Tuesday, July 7, 2015

Testimony regarding PARCC/MCAS

You are asking a multiple choice question when in fact it should be an essay question.
The question before us is not “MCAS or PARCC?”
The question is how to assess students in a way that “strike(s) a balance among considerations of accuracy, fairness, expense, and administration.” It should “employ a variety of assessment instruments on either a comprehensive or statistically valid sampling basis.” “As much as is practicable...such instruments (should) include consideration of work samples, projects and portfolios, and (should) facilitate authentic and direct gauges of student performance.”


Mr. Chair, none of that is my idea. That is what you are legally bound to do. That’s Mass General Law chapter 69 section 1I which has been sitting on the books since the education reform law passed 20 years ago.


This does not by any stretch of the imagination describe the MCAS. Nor does it by any stretch describe the PARCC.


There is no way around it, Mr. Chair: we are not following the law, we have not been following the law, and, should you indeed limit yourself to the “either/or” of tests, we will still not be following the law, whichever way your vote goes in the fall.
Thus while I would urge you take seriously the concerns that have been raised by those who have tested the PARCC-- from questions of age appropriateness (third graders don’t write essays) to technology issues (which, no, cannot be dismissed with ‘you should have magically already done this with an underfunded foundation budget that doesn’t include technology’) to sequencing and time (the amount of time an individual student may spend on a test does not well measure the impact it has on the school or the class)--the main problem of your choice will still remain.


While I have heard many of these concerned parried, and quite a few simply dismissed, what I have not heard is any attempt made to justify a system that continues to, at ground, measure nothing so well as parent income and education level. The exceptions to this are too often the result of school practices that none of us here would tolerate for our own children, and of attrition rates that I would respectfully suggest should have schools thoroughly investigated. As Deputy Commissioner Wulfson told you a few months ago, the SAT most reliably reflects parent income and education. That is no less true with our own standardized tests. So long as students, teachers, schools, and indeed entire communities stand or fall based on family W2s and diplomas, you will continue to have gaps, whether you refer to them as gaps of achievement or of opportunity.


As a system of assessment, that’s unacceptable. The massive infusion of investment that came as a result of the McDuffy lawsuit deserved a better partner than the current system of assessment. This is an opportunity to finally right that wrong. Adopting PARCC will not do that, Mr. Chair.


We could finally follow the law regarding assessment of our students. I would urge this Board to adopt neither of the assessments offered and instead adopted “authentic and direct gauges of student performance” that “include consideration of work samples, projects and portfolios.”


That is absolutely do-able.
And it is, Mr. Chair, the law.

1 comment:

  1. YES! It is the law and it isn't what we've been doing since MCAS began. Why doesn't Massachusetts just lead the way on this?

    ReplyDelete

Note that comments on this blog are moderated.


> How to complete this task
Scan the material for the string "parallel" and copy out every line in which it occurs.

================

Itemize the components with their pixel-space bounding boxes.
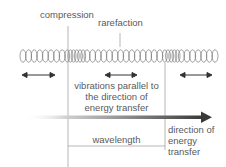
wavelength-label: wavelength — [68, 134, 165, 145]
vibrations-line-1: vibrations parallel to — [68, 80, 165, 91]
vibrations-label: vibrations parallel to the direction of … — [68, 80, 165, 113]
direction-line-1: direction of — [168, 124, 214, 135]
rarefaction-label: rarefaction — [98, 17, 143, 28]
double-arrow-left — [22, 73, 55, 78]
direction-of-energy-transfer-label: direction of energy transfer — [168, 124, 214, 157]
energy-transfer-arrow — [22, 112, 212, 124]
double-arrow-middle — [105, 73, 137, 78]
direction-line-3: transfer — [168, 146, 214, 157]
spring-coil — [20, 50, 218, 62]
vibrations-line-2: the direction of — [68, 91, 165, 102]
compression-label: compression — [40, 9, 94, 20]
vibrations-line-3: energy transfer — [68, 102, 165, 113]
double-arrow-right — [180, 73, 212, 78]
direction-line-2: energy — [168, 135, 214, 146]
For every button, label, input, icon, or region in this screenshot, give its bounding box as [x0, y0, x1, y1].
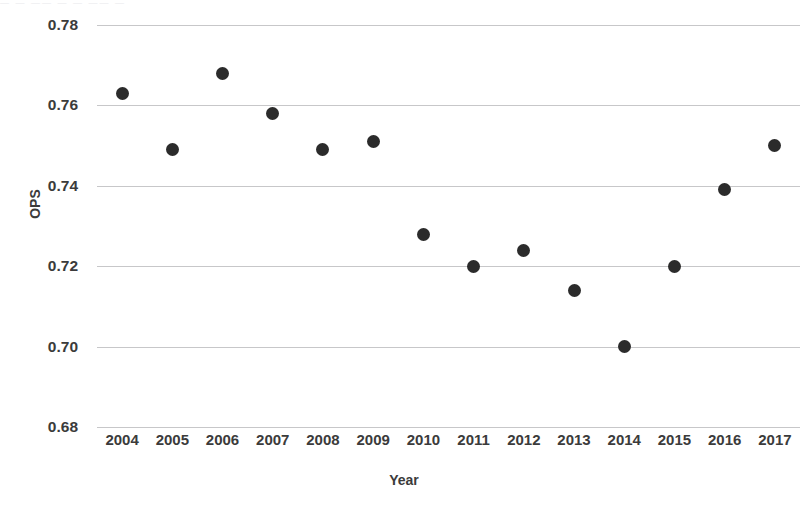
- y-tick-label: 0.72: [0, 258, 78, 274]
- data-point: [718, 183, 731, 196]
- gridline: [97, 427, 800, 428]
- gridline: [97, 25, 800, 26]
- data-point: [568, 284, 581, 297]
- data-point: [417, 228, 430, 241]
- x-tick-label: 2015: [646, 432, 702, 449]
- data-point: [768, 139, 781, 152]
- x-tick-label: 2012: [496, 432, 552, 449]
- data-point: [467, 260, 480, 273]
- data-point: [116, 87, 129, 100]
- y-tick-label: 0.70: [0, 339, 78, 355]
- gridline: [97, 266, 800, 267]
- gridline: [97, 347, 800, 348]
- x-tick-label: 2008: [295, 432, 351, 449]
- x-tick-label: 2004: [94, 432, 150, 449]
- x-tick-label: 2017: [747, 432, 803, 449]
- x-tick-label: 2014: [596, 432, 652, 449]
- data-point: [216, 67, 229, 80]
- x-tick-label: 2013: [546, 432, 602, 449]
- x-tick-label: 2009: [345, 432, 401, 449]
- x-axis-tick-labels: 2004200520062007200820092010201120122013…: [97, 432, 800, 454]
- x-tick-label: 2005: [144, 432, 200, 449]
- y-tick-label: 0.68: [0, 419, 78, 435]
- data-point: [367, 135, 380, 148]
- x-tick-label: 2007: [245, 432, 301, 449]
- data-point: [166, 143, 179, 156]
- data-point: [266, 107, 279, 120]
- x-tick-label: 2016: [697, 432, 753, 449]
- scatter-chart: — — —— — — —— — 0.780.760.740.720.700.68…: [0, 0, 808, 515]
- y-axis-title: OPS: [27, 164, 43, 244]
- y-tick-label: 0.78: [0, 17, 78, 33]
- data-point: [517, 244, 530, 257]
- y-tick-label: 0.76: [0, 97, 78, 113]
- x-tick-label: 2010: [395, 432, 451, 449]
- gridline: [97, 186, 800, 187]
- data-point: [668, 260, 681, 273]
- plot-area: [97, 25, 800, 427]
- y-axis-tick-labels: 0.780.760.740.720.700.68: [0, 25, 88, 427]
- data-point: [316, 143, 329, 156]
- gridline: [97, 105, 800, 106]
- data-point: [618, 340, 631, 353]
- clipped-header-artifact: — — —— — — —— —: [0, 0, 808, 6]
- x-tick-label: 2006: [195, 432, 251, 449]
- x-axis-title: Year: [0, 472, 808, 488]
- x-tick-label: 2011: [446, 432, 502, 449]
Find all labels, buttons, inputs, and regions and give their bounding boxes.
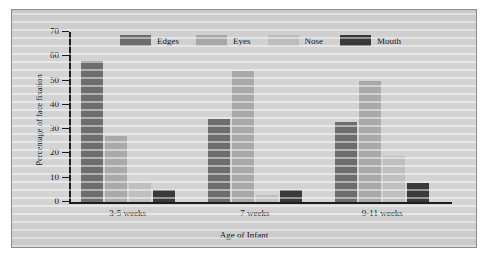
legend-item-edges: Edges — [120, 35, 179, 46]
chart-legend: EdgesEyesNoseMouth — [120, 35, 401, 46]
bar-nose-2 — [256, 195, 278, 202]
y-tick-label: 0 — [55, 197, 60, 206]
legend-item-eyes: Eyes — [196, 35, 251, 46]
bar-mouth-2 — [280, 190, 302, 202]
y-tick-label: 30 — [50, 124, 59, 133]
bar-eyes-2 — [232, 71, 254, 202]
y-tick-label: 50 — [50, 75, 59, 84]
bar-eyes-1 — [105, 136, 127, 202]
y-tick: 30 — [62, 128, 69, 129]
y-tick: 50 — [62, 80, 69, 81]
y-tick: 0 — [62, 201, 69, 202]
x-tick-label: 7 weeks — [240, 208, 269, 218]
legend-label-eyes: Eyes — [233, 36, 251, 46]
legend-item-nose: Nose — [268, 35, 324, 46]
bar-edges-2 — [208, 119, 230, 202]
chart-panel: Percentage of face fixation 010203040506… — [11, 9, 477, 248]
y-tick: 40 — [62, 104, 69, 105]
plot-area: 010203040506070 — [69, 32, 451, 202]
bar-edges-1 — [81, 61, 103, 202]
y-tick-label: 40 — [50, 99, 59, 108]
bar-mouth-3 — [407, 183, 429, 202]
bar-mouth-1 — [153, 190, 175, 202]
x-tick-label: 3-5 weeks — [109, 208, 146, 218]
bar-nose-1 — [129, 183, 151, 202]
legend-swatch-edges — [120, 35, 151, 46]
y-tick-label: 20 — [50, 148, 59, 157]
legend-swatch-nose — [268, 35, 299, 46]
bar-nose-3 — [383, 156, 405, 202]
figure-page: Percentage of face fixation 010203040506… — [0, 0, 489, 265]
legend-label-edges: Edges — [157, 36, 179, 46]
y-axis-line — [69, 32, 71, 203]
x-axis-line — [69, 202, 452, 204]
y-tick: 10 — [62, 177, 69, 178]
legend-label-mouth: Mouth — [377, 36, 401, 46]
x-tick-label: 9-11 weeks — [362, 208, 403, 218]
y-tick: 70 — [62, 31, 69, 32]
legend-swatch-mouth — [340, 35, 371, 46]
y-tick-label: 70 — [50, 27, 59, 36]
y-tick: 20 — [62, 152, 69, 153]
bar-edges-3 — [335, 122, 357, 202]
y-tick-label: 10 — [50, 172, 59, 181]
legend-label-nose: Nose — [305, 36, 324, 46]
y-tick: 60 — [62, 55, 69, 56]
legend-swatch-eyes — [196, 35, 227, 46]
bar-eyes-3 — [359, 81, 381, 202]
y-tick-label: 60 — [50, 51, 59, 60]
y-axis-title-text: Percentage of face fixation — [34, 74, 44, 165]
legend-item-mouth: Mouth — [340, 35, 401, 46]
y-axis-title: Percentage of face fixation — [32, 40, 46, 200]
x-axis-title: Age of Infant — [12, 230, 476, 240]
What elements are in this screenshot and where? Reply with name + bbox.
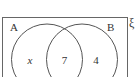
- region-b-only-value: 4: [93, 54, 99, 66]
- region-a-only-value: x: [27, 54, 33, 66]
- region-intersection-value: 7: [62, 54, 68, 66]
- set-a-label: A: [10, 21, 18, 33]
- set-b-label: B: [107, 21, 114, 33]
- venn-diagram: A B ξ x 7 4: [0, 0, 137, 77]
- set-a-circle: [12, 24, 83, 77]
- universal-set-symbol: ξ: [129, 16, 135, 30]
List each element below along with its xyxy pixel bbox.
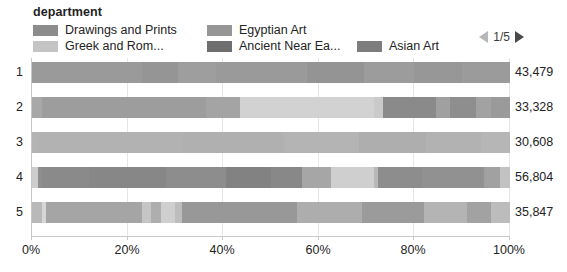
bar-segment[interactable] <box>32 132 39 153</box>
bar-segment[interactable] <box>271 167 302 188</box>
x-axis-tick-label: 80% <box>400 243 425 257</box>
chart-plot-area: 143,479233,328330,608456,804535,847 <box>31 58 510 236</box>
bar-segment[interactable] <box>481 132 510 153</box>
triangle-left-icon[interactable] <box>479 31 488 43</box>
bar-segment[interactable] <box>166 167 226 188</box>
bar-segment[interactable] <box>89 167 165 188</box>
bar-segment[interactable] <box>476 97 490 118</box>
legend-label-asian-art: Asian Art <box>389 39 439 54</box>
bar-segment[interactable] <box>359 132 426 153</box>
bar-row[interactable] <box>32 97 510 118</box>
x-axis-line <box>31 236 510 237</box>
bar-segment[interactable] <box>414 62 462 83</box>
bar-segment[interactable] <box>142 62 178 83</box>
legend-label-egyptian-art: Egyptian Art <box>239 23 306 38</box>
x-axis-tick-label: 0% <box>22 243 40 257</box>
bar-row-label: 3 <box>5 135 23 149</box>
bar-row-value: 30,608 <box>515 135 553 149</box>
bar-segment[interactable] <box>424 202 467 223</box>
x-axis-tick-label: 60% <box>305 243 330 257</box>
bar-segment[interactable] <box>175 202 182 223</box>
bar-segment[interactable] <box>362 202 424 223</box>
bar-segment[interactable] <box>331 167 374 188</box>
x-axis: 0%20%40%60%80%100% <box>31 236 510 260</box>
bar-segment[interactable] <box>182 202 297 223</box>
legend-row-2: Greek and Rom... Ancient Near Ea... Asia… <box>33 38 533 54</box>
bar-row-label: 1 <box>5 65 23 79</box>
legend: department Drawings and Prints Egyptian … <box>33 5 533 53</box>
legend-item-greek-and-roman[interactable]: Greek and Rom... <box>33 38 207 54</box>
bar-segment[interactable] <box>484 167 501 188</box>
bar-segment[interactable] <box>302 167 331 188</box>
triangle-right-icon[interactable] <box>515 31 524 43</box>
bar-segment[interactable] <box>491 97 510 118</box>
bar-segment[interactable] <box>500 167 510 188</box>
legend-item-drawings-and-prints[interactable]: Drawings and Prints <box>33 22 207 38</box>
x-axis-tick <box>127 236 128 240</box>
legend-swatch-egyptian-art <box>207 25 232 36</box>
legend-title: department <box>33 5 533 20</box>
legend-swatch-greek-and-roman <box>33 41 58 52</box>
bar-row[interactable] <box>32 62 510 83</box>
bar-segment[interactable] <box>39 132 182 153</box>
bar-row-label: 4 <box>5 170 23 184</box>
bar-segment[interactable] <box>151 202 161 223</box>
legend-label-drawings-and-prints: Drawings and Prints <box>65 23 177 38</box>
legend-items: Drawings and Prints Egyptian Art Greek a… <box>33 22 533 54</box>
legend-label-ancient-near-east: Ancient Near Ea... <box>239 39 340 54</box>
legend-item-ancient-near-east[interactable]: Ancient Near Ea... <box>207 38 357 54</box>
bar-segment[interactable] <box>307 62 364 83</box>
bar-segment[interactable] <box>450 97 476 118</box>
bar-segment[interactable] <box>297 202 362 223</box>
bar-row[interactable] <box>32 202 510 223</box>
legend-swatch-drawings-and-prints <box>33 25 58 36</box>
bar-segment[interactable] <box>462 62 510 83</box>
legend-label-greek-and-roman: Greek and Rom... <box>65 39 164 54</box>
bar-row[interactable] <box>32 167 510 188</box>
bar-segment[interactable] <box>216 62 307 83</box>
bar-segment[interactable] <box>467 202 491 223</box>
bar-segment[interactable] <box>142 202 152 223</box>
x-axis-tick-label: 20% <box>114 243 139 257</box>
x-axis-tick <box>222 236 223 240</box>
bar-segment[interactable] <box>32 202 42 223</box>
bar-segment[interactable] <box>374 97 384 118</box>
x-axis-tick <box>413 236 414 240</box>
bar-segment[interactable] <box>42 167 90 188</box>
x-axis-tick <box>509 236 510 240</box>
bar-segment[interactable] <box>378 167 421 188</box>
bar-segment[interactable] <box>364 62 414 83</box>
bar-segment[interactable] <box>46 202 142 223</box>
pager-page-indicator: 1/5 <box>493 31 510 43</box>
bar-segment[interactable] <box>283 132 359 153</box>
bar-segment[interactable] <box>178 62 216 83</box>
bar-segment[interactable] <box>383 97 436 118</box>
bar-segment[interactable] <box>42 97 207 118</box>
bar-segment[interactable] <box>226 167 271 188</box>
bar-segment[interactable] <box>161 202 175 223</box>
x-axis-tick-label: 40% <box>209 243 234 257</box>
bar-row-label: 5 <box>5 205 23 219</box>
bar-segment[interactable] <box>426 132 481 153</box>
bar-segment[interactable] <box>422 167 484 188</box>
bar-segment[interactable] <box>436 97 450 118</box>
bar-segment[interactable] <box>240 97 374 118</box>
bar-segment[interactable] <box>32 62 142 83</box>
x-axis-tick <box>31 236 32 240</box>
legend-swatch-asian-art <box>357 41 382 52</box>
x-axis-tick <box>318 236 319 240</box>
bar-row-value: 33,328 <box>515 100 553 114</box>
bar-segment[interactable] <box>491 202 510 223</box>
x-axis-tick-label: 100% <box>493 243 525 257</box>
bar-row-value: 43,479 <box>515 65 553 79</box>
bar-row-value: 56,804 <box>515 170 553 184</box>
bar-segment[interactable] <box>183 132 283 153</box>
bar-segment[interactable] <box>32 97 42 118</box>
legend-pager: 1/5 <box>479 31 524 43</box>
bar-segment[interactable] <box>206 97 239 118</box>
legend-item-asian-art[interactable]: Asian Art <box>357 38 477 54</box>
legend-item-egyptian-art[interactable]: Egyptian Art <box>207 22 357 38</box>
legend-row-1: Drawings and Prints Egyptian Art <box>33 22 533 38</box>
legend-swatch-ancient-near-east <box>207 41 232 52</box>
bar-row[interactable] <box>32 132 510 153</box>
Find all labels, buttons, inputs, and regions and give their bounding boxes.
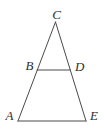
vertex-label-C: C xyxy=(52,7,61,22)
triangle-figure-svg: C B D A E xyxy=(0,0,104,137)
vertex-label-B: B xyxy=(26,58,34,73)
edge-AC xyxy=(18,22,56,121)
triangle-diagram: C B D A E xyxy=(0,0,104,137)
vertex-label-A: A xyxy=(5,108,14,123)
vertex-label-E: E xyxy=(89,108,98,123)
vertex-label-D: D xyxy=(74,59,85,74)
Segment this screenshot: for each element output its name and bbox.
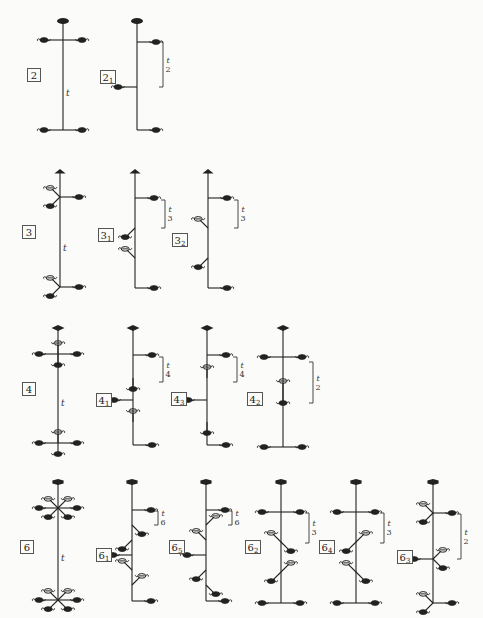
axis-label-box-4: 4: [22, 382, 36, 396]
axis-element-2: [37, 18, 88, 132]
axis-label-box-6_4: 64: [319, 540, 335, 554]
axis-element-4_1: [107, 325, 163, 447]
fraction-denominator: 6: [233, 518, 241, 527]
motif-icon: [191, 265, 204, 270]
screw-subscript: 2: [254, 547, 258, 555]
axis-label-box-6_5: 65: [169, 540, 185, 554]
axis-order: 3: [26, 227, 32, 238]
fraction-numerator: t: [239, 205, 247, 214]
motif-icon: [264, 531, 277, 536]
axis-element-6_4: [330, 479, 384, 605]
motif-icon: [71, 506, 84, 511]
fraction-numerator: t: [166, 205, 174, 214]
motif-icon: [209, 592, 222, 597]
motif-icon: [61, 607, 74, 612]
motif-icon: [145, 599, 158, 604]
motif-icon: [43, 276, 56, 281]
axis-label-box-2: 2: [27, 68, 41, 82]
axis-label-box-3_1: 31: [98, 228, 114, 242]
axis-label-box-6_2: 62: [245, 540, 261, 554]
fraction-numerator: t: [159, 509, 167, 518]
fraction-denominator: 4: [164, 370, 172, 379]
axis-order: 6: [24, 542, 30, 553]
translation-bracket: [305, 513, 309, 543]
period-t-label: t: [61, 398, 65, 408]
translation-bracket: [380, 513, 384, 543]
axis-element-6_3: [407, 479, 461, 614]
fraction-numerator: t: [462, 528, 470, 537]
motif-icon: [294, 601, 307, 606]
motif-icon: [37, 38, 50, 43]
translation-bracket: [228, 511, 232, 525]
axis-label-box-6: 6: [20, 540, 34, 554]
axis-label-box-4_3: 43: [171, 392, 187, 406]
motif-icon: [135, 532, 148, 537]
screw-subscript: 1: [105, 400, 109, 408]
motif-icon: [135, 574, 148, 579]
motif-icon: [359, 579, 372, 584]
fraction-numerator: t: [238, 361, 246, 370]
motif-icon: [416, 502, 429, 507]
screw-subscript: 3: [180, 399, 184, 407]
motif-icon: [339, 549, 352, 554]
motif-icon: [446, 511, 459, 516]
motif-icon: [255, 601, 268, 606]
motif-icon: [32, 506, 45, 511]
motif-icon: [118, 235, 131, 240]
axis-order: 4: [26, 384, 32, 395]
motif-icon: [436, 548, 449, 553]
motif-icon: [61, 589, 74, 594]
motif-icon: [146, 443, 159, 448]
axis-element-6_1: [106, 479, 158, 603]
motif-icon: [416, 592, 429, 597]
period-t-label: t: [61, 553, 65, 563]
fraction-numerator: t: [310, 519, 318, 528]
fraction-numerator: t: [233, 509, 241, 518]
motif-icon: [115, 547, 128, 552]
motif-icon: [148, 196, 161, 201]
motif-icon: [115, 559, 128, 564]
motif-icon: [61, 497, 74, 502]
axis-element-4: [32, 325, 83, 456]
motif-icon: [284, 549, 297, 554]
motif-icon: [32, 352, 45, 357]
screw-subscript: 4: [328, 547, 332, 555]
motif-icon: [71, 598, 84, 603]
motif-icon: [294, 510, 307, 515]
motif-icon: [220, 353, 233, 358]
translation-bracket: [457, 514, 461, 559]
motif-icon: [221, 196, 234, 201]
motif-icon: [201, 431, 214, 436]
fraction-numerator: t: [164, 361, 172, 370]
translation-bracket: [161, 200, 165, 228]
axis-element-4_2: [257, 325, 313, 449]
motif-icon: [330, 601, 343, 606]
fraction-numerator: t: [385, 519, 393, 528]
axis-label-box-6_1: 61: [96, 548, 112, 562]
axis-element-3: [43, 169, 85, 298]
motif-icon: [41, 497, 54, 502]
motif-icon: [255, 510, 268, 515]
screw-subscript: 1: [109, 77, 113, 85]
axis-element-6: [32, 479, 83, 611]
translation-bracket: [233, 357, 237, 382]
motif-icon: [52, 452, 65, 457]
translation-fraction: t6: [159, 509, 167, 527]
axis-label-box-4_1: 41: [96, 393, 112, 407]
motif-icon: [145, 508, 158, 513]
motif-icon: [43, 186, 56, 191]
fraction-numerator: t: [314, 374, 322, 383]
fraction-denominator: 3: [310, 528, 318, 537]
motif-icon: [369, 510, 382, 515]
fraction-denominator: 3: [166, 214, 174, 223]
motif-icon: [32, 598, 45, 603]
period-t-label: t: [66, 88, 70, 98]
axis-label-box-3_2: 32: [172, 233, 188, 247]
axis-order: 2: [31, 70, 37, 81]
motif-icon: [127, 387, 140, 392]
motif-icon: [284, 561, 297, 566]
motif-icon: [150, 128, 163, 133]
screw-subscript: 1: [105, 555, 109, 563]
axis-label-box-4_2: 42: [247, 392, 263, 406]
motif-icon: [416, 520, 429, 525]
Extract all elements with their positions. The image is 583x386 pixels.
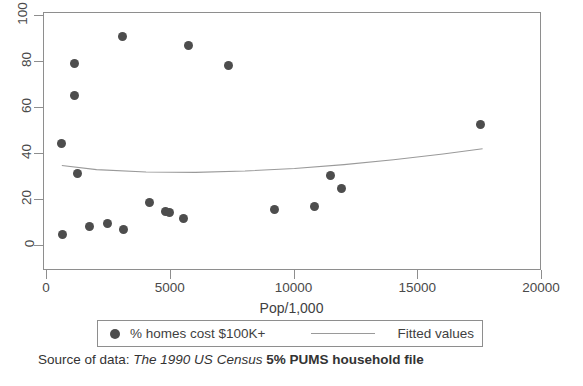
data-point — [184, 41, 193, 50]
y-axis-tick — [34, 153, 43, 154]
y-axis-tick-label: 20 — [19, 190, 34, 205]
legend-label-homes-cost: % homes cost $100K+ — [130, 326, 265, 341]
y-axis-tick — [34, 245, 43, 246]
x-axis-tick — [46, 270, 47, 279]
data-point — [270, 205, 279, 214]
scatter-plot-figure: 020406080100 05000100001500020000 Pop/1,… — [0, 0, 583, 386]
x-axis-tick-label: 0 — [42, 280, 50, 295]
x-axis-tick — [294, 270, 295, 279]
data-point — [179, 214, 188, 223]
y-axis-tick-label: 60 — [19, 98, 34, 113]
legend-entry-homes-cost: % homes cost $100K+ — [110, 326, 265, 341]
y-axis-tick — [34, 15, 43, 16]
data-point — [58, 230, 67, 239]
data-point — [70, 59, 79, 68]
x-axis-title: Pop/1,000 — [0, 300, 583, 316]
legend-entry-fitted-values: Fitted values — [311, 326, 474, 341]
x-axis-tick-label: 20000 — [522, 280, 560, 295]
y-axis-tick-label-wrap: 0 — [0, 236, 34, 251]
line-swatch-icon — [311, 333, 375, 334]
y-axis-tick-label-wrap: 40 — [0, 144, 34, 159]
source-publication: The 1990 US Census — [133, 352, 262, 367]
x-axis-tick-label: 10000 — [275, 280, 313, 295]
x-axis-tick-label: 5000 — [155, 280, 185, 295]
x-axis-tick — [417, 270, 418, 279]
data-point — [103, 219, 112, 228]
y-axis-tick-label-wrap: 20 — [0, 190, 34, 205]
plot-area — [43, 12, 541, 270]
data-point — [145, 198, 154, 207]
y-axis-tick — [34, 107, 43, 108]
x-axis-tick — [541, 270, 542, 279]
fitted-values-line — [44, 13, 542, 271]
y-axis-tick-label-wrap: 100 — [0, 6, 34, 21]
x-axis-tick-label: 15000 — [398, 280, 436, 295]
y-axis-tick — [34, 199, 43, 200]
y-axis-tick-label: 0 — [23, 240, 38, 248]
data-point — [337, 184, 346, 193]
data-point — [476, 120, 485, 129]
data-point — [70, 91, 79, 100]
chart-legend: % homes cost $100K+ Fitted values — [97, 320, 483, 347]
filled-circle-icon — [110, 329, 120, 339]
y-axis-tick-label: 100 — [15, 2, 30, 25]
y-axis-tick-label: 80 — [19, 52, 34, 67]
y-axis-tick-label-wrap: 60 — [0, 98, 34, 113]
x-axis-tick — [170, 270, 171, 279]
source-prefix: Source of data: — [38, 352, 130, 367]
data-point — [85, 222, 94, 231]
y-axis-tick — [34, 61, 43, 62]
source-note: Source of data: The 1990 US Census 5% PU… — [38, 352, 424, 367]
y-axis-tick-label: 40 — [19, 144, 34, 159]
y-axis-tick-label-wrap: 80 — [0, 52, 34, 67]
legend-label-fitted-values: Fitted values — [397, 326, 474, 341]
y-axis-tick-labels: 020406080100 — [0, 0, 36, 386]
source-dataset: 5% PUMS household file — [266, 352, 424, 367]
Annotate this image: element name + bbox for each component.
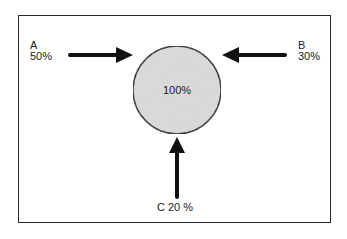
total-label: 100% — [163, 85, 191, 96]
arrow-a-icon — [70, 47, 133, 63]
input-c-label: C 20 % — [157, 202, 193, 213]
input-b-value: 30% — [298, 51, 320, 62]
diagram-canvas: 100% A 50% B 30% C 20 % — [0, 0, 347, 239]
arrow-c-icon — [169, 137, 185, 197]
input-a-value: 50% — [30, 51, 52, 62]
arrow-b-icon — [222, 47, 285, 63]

================

> The completed task
vibrations-line-1: vibrations parallel to — [68, 80, 165, 91]
vibrations-label: vibrations parallel to the direction of … — [68, 80, 165, 113]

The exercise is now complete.